Students Bombed the SAT This Year, in Four Charts; Scores on the reading were the worst in decades..
September 3, 2015 1:10 AM EDT
This year's high school graduates did worse on the SAT than their peers last year. And there's more bad news for the College Board, which administers the test: Fewer people are taking the SAT than are taking the ACT, its top competitor.
Students in the high school class of 2015 turned in the lowest critical reading score on the SAT college entrance exam in more than 40 years, with all three sections declining from the previous year. Meanwhile, ACT Inc. reported that nearly 60 percent of all 2015 high school graduates took the ACT, up from 49 percent in 2011.
The mean score on the math portion of the SAT, 511, is the lowest since 1999. The highest possible score on each section is 800. The reading score of 495 is the worst since 1972, according to data provided by the College Board. The test administrator reported the lowest score for the SAT's writing section since it began in 2005.
The number of high school graduates who took the SAT reached an all-time high of almost 1.7 million this year. However, that lags the rival ACT by more than 225,000. The SAT is being revised, with the first administration next March. The new test will be similar to the ACT, as penalties will be eliminated for wrong answers and it will have an optional writing test.
ACT Inc. also delivered gloomy news about the preparedness of the next generation of college students. The company measured how many students were ready for college based on their scores on the ACT this year. It determines readiness by looking at the share of test takers who scored above a certain benchmark, which the company says will give a student a 75 percent chance of earning a C or above in a corresponding college course.
more...
http://www.bloomberg.com/news/articles/2015-09-03/students-bombed-the-sat-this-year-in-four-charts
Half-Century Man
(5,279 posts)Of a worker class crippled by lack of opportunity is finally coming together.
Kill the schools, kill the poverty escape mechanism. More money for the ones who need none.
tecelote
(5,122 posts)Oneironaut
(5,479 posts)The right wing meme is something like that.
silverweb
(16,402 posts)[font color="navy" face="Verdana"]Just what the "lords" of the oligarchy want.
[font color="purple"]Go, Bernie!
Ride the purple wave and join The Purple Revolution!
JDPriestly
(57,936 posts)I wonder how the scores from charters measured up against those from private schools and from public schools.
DirtyHippyBastard
(217 posts)and I think most of the youngsters prefer their do-hickeys to books.
"evidence from laboratory experiments, polls and consumer reports indicates that modern screens and e-readers fail to adequately recreate certain tactile experiences of reading on paper that many people miss and, more importantly, prevent people from navigating long texts in an intuitive and satisfying way. In turn, such navigational difficulties may subtly inhibit reading comprehension. Compared with paper, screens may also drain more of our mental resources while we are reading and make it a little harder to remember what we read when we are done."
from http://www.scientificamerican.com/article/reading-paper-screens/
flamingdem
(39,308 posts)and text messaging all day doesn't help one let learning sink in..
seabeckind
(1,957 posts)So, how long has it been since the educators determined curriculum and methods?
And not politicians and profiteers?
1StrongBlackMan
(31,849 posts)flamingdem
(39,308 posts)1StrongBlackMan
(31,849 posts)MisterP
(23,730 posts)AwakeAtLast
(14,120 posts)The disaster of the Bush years have created conditions that have been especially hard on our youngest citizens.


Instructions to follow: For every line of the records below that holds "bachelors", add one. Give only the final total.

(Beginning of Available data)

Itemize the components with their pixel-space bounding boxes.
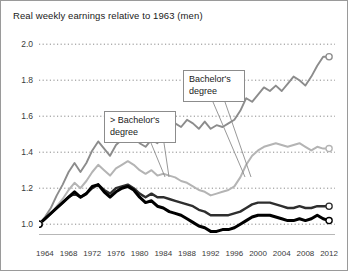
y-axis-tick-label: 1.4 xyxy=(9,147,33,157)
y-axis-tick-label: 1.0 xyxy=(9,219,33,229)
series-line xyxy=(39,143,329,224)
page-title: Real weekly earnings relative to 1963 (m… xyxy=(13,10,203,21)
x-axis-tick-label: 2012 xyxy=(314,249,344,258)
line-chart-svg xyxy=(39,37,335,235)
series-endpoint-marker xyxy=(326,203,332,209)
y-axis-tick-label: 1.8 xyxy=(9,75,33,85)
callout-above-bachelors: > Bachelor's degree xyxy=(104,111,176,143)
series-endpoint-marker xyxy=(326,146,332,152)
callout-above-bachelors-label: > Bachelor's degree xyxy=(110,115,160,137)
y-axis-tick-label: 1.6 xyxy=(9,111,33,121)
chart-panel: Real weekly earnings relative to 1963 (m… xyxy=(0,0,348,271)
y-axis-tick-label: 2.0 xyxy=(9,39,33,49)
callout-bachelors-label: Bachelor's degree xyxy=(189,74,231,96)
series-endpoint-marker xyxy=(39,221,42,227)
series-endpoint-marker xyxy=(326,218,332,224)
plot-area xyxy=(39,37,335,235)
series-endpoint-marker xyxy=(326,54,332,60)
callout-bachelors: Bachelor's degree xyxy=(183,70,245,102)
y-axis-tick-label: 1.2 xyxy=(9,183,33,193)
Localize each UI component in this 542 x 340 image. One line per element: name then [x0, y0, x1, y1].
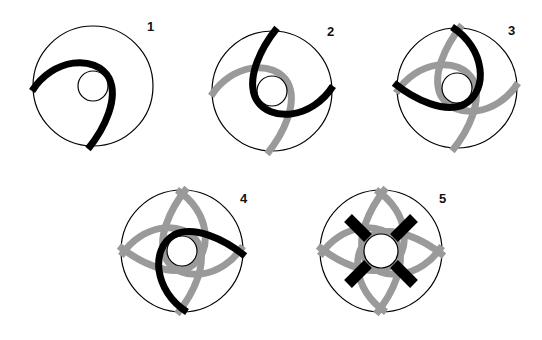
panel-label-1: 1: [147, 19, 154, 34]
panel-5: [318, 188, 444, 314]
panel-label-5: 5: [439, 191, 446, 206]
panel-4: [119, 188, 245, 314]
inner-circle: [364, 234, 398, 268]
panel-label-2: 2: [327, 24, 334, 39]
panel-2: [211, 28, 333, 154]
panel-label-3: 3: [508, 23, 515, 38]
panel-label-4: 4: [240, 191, 248, 206]
knot-construction-diagram: 1 2 3 4 5: [0, 0, 542, 340]
inner-circle: [78, 71, 108, 101]
panel-3: [394, 25, 518, 151]
panel-1: [32, 26, 153, 149]
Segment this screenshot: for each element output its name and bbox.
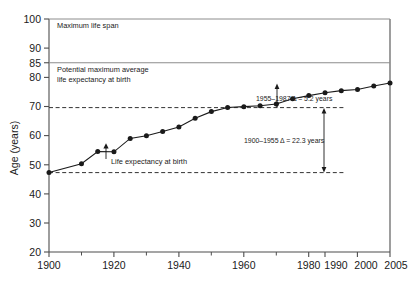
y-tick-label-70: 70 bbox=[29, 100, 41, 112]
data-point bbox=[176, 125, 181, 130]
x-tick-label-1900: 1900 bbox=[37, 259, 61, 271]
data-point bbox=[258, 103, 263, 108]
y-tick-label-20: 20 bbox=[29, 246, 41, 258]
y-tick-label-80: 80 bbox=[29, 71, 41, 83]
y-tick-label-50: 50 bbox=[29, 159, 41, 171]
chart-canvas: 100 90 85 80 70 60 50 40 30 20 bbox=[0, 0, 420, 287]
series-callout-label: Life expectancy at birth bbox=[111, 157, 187, 166]
data-point bbox=[388, 81, 393, 86]
data-point bbox=[241, 104, 246, 109]
chart-background bbox=[0, 0, 420, 287]
potential-maximum-label-line2: life expectancy at birth bbox=[57, 75, 131, 84]
y-tick-label-30: 30 bbox=[29, 217, 41, 229]
data-point bbox=[355, 87, 360, 92]
y-tick-label-85: 85 bbox=[29, 57, 41, 69]
delta-1955-1987-label: 1955–1987 Δ = 5.2 years bbox=[256, 95, 333, 103]
data-point bbox=[160, 129, 165, 134]
data-point bbox=[209, 109, 214, 114]
data-point bbox=[144, 133, 149, 138]
data-point bbox=[128, 136, 133, 141]
data-point bbox=[47, 170, 52, 175]
x-tick-label-1980: 1980 bbox=[297, 259, 321, 271]
x-tick-label-1940: 1940 bbox=[167, 259, 191, 271]
potential-maximum-label-line1: Potential maximum average bbox=[57, 65, 149, 74]
data-point bbox=[95, 149, 100, 154]
x-tick-label-1990: 1990 bbox=[324, 259, 348, 271]
data-point bbox=[111, 149, 116, 154]
x-tick-label-2000: 2000 bbox=[354, 259, 378, 271]
y-tick-label-40: 40 bbox=[29, 188, 41, 200]
x-tick-label-1920: 1920 bbox=[102, 259, 126, 271]
x-tick-label-2005: 2005 bbox=[384, 259, 408, 271]
y-tick-label-60: 60 bbox=[29, 129, 41, 141]
data-point bbox=[193, 116, 198, 121]
data-point bbox=[79, 161, 84, 166]
y-axis-title: Age (years) bbox=[8, 121, 20, 175]
delta-1900-1955-label: 1900–1955 Δ = 22.3 years bbox=[244, 137, 325, 145]
data-point bbox=[225, 105, 230, 110]
maximum-life-span-label: Maximum life span bbox=[57, 21, 119, 30]
y-tick-label-100: 100 bbox=[23, 13, 41, 25]
data-point bbox=[371, 83, 376, 88]
y-tick-label-90: 90 bbox=[29, 42, 41, 54]
data-point bbox=[339, 88, 344, 93]
life-expectancy-chart: 100 90 85 80 70 60 50 40 30 20 bbox=[0, 0, 420, 287]
x-tick-label-1960: 1960 bbox=[232, 259, 256, 271]
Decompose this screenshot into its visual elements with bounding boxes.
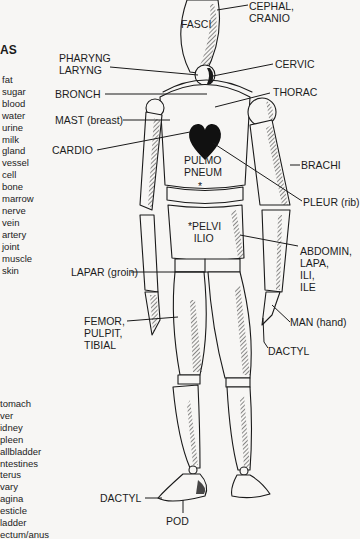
- label-fasci: FASCI: [181, 18, 211, 30]
- list-item: vein: [2, 217, 34, 229]
- list-item: milk: [2, 134, 34, 146]
- label-pelvi: *PELVI ILIO: [188, 220, 221, 244]
- label-man: MAN (hand): [290, 316, 347, 328]
- label-thorac: THORAC: [273, 86, 317, 98]
- label-femor: FEMOR, PULPIT, TIBIAL: [84, 315, 125, 351]
- label-pharyng: PHARYNG LARYNG: [59, 52, 111, 76]
- list-item: blood: [2, 98, 34, 110]
- list-item: nerve: [2, 205, 34, 217]
- list-item: esticle: [0, 505, 49, 517]
- list-item: artery: [2, 229, 34, 241]
- label-cardio: CARDIO: [52, 144, 93, 156]
- label-brachi: BRACHI: [301, 159, 341, 171]
- list-item: agina: [0, 493, 49, 505]
- label-dactyl-hand: DACTYL: [268, 345, 309, 357]
- list-item: marrow: [2, 193, 34, 205]
- label-pulmo: PULMO PNEUM: [184, 154, 222, 178]
- list-item: terus: [0, 469, 49, 481]
- left-thigh: [173, 272, 206, 375]
- label-lapar: LAPAR (groin): [71, 266, 138, 278]
- list-item: idney: [0, 422, 49, 434]
- leader-cephal: [217, 5, 248, 10]
- list-item: ectum/anus: [0, 529, 49, 539]
- label-pulmo-star: *: [198, 180, 202, 192]
- list-item: allbladder: [0, 446, 49, 458]
- list-item: skin: [2, 265, 34, 277]
- label-bronch: BRONCH: [55, 88, 101, 100]
- label-mast: MAST (breast): [55, 114, 123, 126]
- label-cervic: CERVIC: [275, 58, 314, 70]
- roots-list-tissues: fatsugarbloodwaterurinemilkglandvesselce…: [2, 74, 34, 276]
- list-item: muscle: [2, 253, 34, 265]
- list-item: pleen: [0, 434, 49, 446]
- list-item: sugar: [2, 86, 34, 98]
- list-item: tomach: [0, 398, 49, 410]
- list-item: ladder: [0, 517, 49, 529]
- list-item: ver: [0, 410, 49, 422]
- list-item: ntestines: [0, 458, 49, 470]
- list-item: urine: [2, 122, 34, 134]
- leader-man: [272, 305, 290, 322]
- label-dactyl-foot: DACTYL: [100, 492, 141, 504]
- list-item: gland: [2, 145, 34, 157]
- label-cephal: CEPHAL, CRANIO: [249, 0, 294, 24]
- list-item: vary: [0, 481, 49, 493]
- label-pod: POD: [166, 515, 189, 527]
- list-item: cell: [2, 169, 34, 181]
- label-pleur: PLEUR (rib): [303, 196, 360, 208]
- list-item: water: [2, 110, 34, 122]
- list-item: bone: [2, 181, 34, 193]
- list-item: joint: [2, 241, 34, 253]
- roots-list-organs: tomachveridneypleenallbladderntestineste…: [0, 398, 49, 539]
- leader-pharyng: [110, 67, 198, 75]
- leader-cervic: [213, 64, 273, 76]
- right-foot: [232, 475, 270, 498]
- section-heading-fragment: AS: [0, 43, 17, 57]
- label-abdomin: ABDOMIN, LAPA, ILI, ILE: [300, 245, 352, 293]
- list-item: vessel: [2, 157, 34, 169]
- list-item: fat: [2, 74, 34, 86]
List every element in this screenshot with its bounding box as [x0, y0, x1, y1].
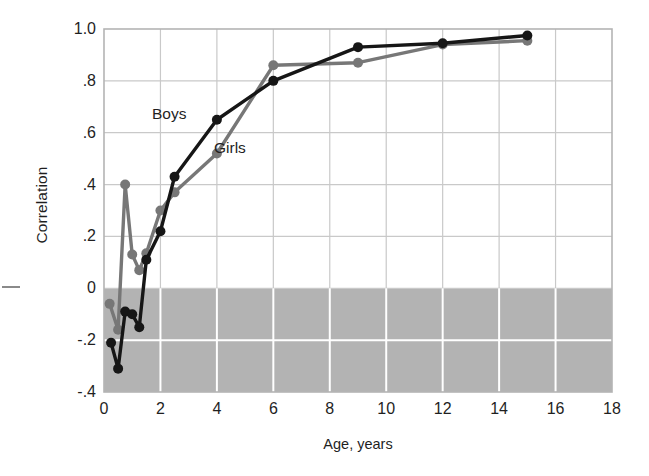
x-tick-label: 14 [479, 400, 519, 418]
data-point-boys [268, 76, 278, 86]
x-axis-tick-labels: 024681012141618 [0, 400, 649, 430]
y-tick-label: .2 [40, 227, 96, 245]
x-tick-label: 12 [423, 400, 463, 418]
data-point-boys [353, 42, 363, 52]
data-point-boys [141, 255, 151, 265]
data-point-boys [155, 226, 165, 236]
data-point-boys [438, 38, 448, 48]
chart-figure: Correlation 1.0.8.6.4.20-.2-.4 Boys Girl… [0, 0, 649, 476]
y-tick-label: .8 [40, 72, 96, 90]
x-tick-label: 16 [536, 400, 576, 418]
margin-tick-mark [2, 286, 20, 288]
data-point-boys [127, 309, 137, 319]
x-tick-label: 6 [253, 400, 293, 418]
y-tick-label: .4 [40, 176, 96, 194]
y-tick-label: -.4 [40, 383, 96, 401]
data-point-girls [120, 180, 130, 190]
data-point-girls [353, 58, 363, 68]
x-tick-label: 2 [140, 400, 180, 418]
data-point-girls [268, 60, 278, 70]
data-point-girls [105, 299, 115, 309]
series-label-boys: Boys [152, 105, 186, 123]
x-tick-label: 4 [197, 400, 237, 418]
y-tick-label: 0 [40, 279, 96, 297]
x-axis-title: Age, years [104, 436, 612, 452]
x-tick-label: 10 [366, 400, 406, 418]
data-point-boys [212, 115, 222, 125]
x-tick-label: 0 [84, 400, 124, 418]
x-tick-label: 18 [592, 400, 632, 418]
data-point-boys [522, 30, 532, 40]
data-point-girls [134, 265, 144, 275]
y-tick-label: 1.0 [40, 20, 96, 38]
data-point-boys [134, 322, 144, 332]
y-tick-label: .6 [40, 124, 96, 142]
data-point-boys [106, 338, 116, 348]
x-tick-label: 8 [310, 400, 350, 418]
data-point-boys [113, 364, 123, 374]
data-point-boys [170, 172, 180, 182]
data-point-girls [127, 250, 137, 260]
series-label-girls: Girls [214, 139, 246, 157]
y-tick-label: -.2 [40, 331, 96, 349]
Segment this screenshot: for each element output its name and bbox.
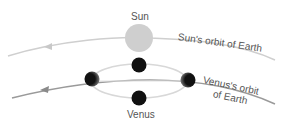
venus-right-icon bbox=[181, 73, 196, 88]
venus-top-icon bbox=[132, 58, 147, 73]
venus-bottom-icon bbox=[132, 91, 147, 106]
sun-orbit-arrow-icon bbox=[44, 43, 52, 50]
venus-label: Venus bbox=[127, 110, 155, 120]
sun-icon bbox=[125, 24, 153, 52]
venus-left-icon bbox=[85, 72, 100, 87]
sun-label: Sun bbox=[131, 12, 149, 22]
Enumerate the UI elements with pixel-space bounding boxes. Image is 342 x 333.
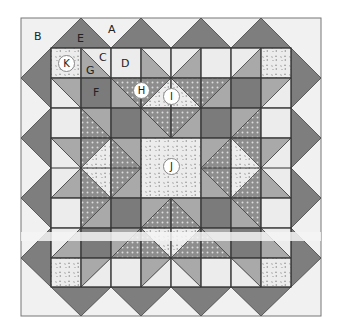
label-h: H bbox=[133, 82, 150, 99]
label-a: A bbox=[108, 24, 116, 35]
label-b: B bbox=[34, 31, 42, 42]
label-d: D bbox=[121, 58, 129, 69]
label-k: K bbox=[58, 55, 75, 72]
label-g: G bbox=[86, 65, 95, 76]
label-j: J bbox=[163, 158, 180, 175]
scan-artifact-band bbox=[21, 232, 321, 241]
label-e: E bbox=[77, 33, 84, 44]
label-f: F bbox=[93, 87, 99, 98]
label-i: I bbox=[163, 88, 180, 105]
label-c: C bbox=[99, 52, 107, 63]
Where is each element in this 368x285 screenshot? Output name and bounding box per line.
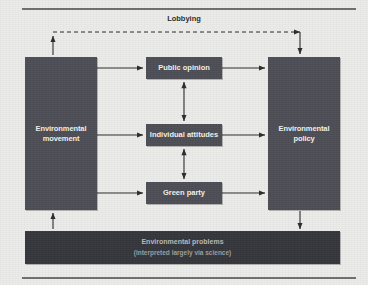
node-environmental-movement[interactable]: Environmental movement: [25, 57, 97, 210]
node-green-party[interactable]: Green party: [146, 182, 222, 204]
node-environmental-problems[interactable]: Environmental problems (interpreted larg…: [25, 231, 340, 264]
node-problems-line2: (interpreted largely via science): [134, 249, 232, 257]
node-public-opinion-label: Public opinion: [158, 63, 210, 72]
node-environmental-policy[interactable]: Environmental policy: [268, 57, 340, 210]
diagram-canvas: Lobbying: [0, 0, 368, 285]
edge-lobbying: [53, 32, 300, 55]
lobbying-label: Lobbying: [0, 14, 368, 23]
node-public-opinion[interactable]: Public opinion: [146, 57, 222, 79]
node-individual-attitudes[interactable]: Individual attitudes: [146, 124, 222, 146]
node-movement-line1: Environmental: [36, 124, 87, 133]
node-individual-attitudes-label: Individual attitudes: [150, 130, 218, 139]
node-movement-line2: movement: [36, 134, 87, 143]
node-policy-line1: Environmental: [279, 124, 330, 133]
node-policy-line2: policy: [279, 134, 330, 143]
node-green-party-label: Green party: [163, 188, 205, 197]
node-problems-line1: Environmental problems: [141, 238, 223, 247]
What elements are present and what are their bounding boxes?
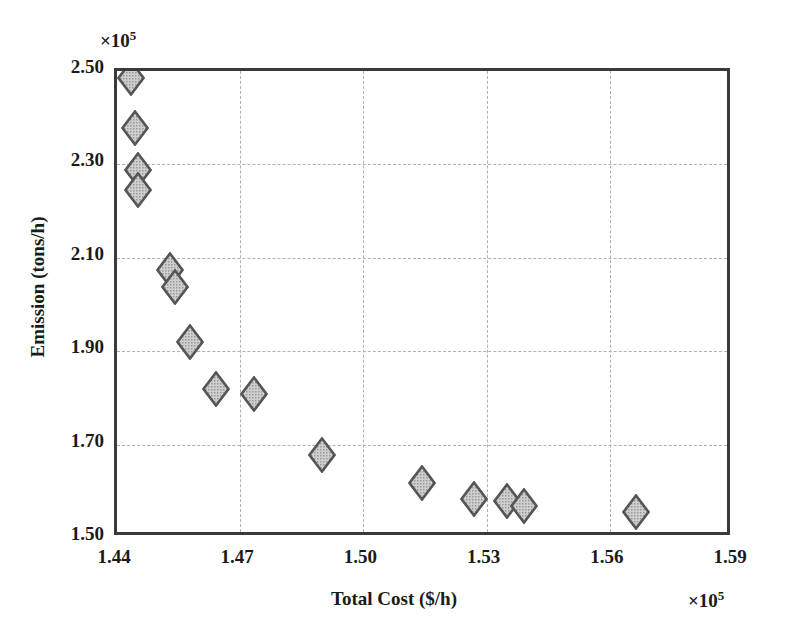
x-axis-tick-label: 1.50	[320, 546, 400, 568]
gridline-horizontal	[117, 164, 727, 165]
x-axis-tick-label: 1.53	[444, 546, 524, 568]
data-point-marker	[124, 152, 152, 188]
data-point-marker	[240, 376, 268, 412]
data-point-marker	[460, 481, 488, 517]
y-axis-exponent-power: 5	[130, 28, 137, 43]
data-point-marker	[510, 488, 538, 524]
y-axis-tick-label: 2.30	[34, 149, 104, 171]
data-point-marker	[161, 269, 189, 305]
gridline-vertical	[363, 71, 364, 532]
data-point-marker	[202, 371, 230, 407]
plot-area	[114, 68, 730, 535]
gridline-horizontal	[117, 351, 727, 352]
data-point-marker	[308, 437, 336, 473]
plot-inner-canvas	[117, 71, 727, 532]
data-point-marker	[176, 324, 204, 360]
y-axis-exponent-base: ×10	[100, 30, 130, 51]
gridline-horizontal	[117, 258, 727, 259]
y-axis-exponent-label: ×105	[100, 28, 136, 52]
gridline-vertical	[240, 71, 241, 532]
gridline-vertical	[610, 71, 611, 532]
gridline-horizontal	[117, 445, 727, 446]
data-point-marker	[117, 71, 145, 96]
data-point-marker	[121, 110, 149, 146]
data-point-marker	[622, 494, 650, 530]
y-axis-tick-label: 2.50	[34, 56, 104, 78]
x-axis-tick-label: 1.56	[567, 546, 647, 568]
x-axis-tick-label: 1.59	[690, 546, 770, 568]
data-point-marker	[493, 483, 521, 519]
y-axis-title: Emission (tons/h)	[27, 177, 49, 397]
y-axis-tick-label: 1.70	[34, 430, 104, 452]
scatter-chart-figure: ×105 ×105 1.501.701.902.102.302.50 1.441…	[0, 0, 788, 638]
data-point-marker	[408, 465, 436, 501]
x-axis-title: Total Cost ($/h)	[0, 588, 788, 610]
x-axis-tick-label: 1.44	[74, 546, 154, 568]
gridline-vertical	[487, 71, 488, 532]
data-point-marker	[124, 172, 152, 208]
y-axis-tick-label: 1.50	[34, 523, 104, 545]
x-axis-tick-label: 1.47	[197, 546, 277, 568]
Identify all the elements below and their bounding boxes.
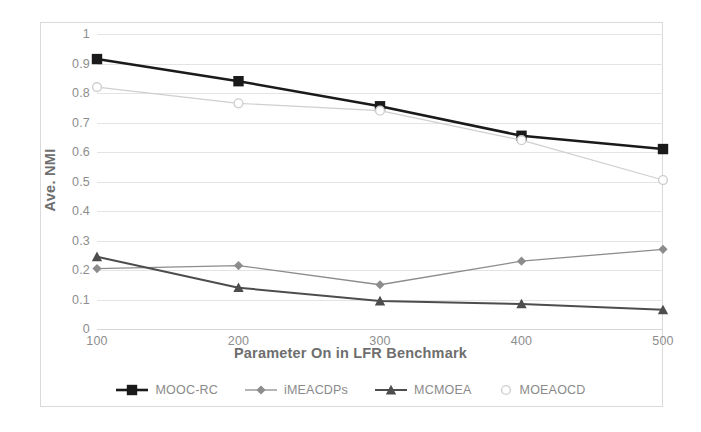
x-tick-label: 500 <box>652 334 673 348</box>
data-point-marker <box>234 99 243 108</box>
x-tick-label: 300 <box>369 334 390 348</box>
legend-item-mooc-rc[interactable]: MOOC-RC <box>115 383 218 397</box>
legend-label: iMEACDPs <box>284 383 348 397</box>
legend-label: MOOC-RC <box>155 383 218 397</box>
data-point-marker <box>92 54 102 64</box>
data-point-marker <box>501 386 510 395</box>
y-axis-title: Ave. NMI <box>42 148 58 211</box>
y-tick-label: 0.5 <box>72 175 90 189</box>
legend-item-mcmoea[interactable]: MCMOEA <box>374 383 471 397</box>
data-point-marker <box>658 144 668 154</box>
data-point-marker <box>658 245 667 254</box>
y-tick-label: 0.8 <box>72 86 90 100</box>
triangle-marker-icon <box>374 383 408 397</box>
data-point-marker <box>234 261 243 270</box>
series-imeacdps <box>92 245 667 290</box>
y-tick-label: 0.3 <box>72 234 90 248</box>
data-point-marker <box>517 136 526 145</box>
x-tick-label: 400 <box>511 334 532 348</box>
y-tick-label: 0.1 <box>72 293 90 307</box>
data-point-marker <box>375 280 384 289</box>
chart-container: Ave. NMI Parameter On in LFR Benchmark 0… <box>0 0 701 432</box>
y-tick-label: 0.4 <box>72 204 90 218</box>
data-point-marker <box>233 76 243 86</box>
square-marker-icon <box>115 383 149 397</box>
y-tick-label: 0.6 <box>72 145 90 159</box>
legend-item-imeacdps[interactable]: iMEACDPs <box>244 383 348 397</box>
x-tick-label: 100 <box>86 334 107 348</box>
diamond-marker-icon <box>244 383 278 397</box>
data-point-marker <box>127 385 137 395</box>
series-plot-layer <box>97 34 663 329</box>
data-point-marker <box>376 106 385 115</box>
series-moeaocd <box>93 83 668 185</box>
y-tick-label: 0.2 <box>72 263 90 277</box>
y-tick-label: 0.7 <box>72 116 90 130</box>
x-tick-label: 200 <box>228 334 249 348</box>
data-point-marker <box>659 176 668 185</box>
series-line <box>97 87 663 180</box>
gridline <box>97 329 663 330</box>
y-tick-label: 1 <box>83 27 90 41</box>
legend-label: MCMOEA <box>414 383 471 397</box>
series-mooc-rc <box>92 54 668 154</box>
data-point-marker <box>256 385 265 394</box>
legend-label: MOEAOCD <box>520 383 586 397</box>
y-tick-label: 0.9 <box>72 57 90 71</box>
data-point-marker <box>93 83 102 92</box>
data-point-marker <box>517 257 526 266</box>
chart-legend: MOOC-RCiMEACDPsMCMOEAMOEAOCD <box>0 383 701 397</box>
circle-marker-icon <box>498 383 514 397</box>
plot-area: 00.10.20.30.40.50.60.70.80.91 1002003004… <box>97 34 663 329</box>
series-line <box>97 249 663 284</box>
legend-item-moeaocd[interactable]: MOEAOCD <box>498 383 586 397</box>
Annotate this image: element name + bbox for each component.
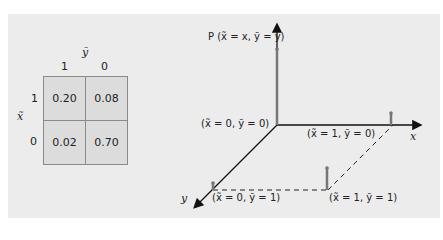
p-axis-label: P (x̃ = x, ỹ = y)	[208, 31, 285, 42]
point-label-x1-y1: (x̃ = 1, ỹ = 1)	[329, 192, 397, 203]
y-axis-label: y	[181, 192, 187, 205]
point-label-x0-y0: (x̃ = 0, ỹ = 0)	[201, 118, 269, 129]
point-label-x1-y0: (x̃ = 1, ỹ = 0)	[307, 128, 375, 139]
point-label-x0-y1: (x̃ = 0, ỹ = 1)	[212, 192, 280, 203]
x-axis-label: x	[410, 130, 416, 143]
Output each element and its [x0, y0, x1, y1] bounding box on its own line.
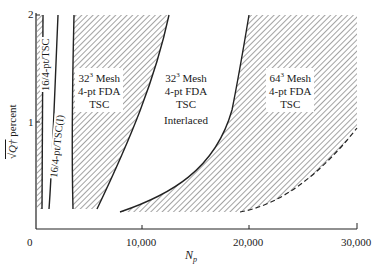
label-16-4pt-tsc: 16/4-pt/TSC: [40, 37, 51, 92]
x-tick-10000: 10,000: [126, 236, 156, 248]
y-tick-1: 1: [28, 116, 34, 128]
label-32-mesh-tsc-interlaced: 323 Mesh 4-pt FDA TSC Interlaced: [161, 68, 211, 128]
region-32-mesh-tsc: [72, 15, 169, 209]
x-tick-30000: 30,000: [341, 236, 371, 248]
x-tick-0: 0: [27, 236, 33, 248]
x-axis-label: Np: [185, 249, 197, 265]
label-32-mesh-tsc: 323 Mesh 4-pt FDA TSC: [75, 68, 123, 112]
y-axis-label: √Q† percent: [6, 103, 18, 160]
x-tick-20000: 20,000: [233, 236, 263, 248]
label-64-mesh-tsc: 643 Mesh 4-pt FDA TSC: [266, 68, 314, 112]
y-tick-2: 2: [28, 8, 34, 20]
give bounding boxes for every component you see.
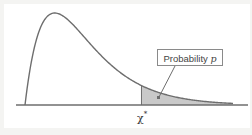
chi-superscript: * xyxy=(144,110,148,118)
leader-line-endpoint xyxy=(157,96,160,99)
probability-variable: p xyxy=(210,53,216,64)
chi-symbol: χ xyxy=(137,112,144,125)
probability-annotation-box: Probability p xyxy=(157,49,223,66)
chi-square-diagram xyxy=(0,0,252,135)
annotation-leader-line xyxy=(159,66,175,97)
critical-value-label: χ* xyxy=(137,111,147,125)
probability-label: Probability xyxy=(163,53,207,64)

(End of Available data)

Response: 4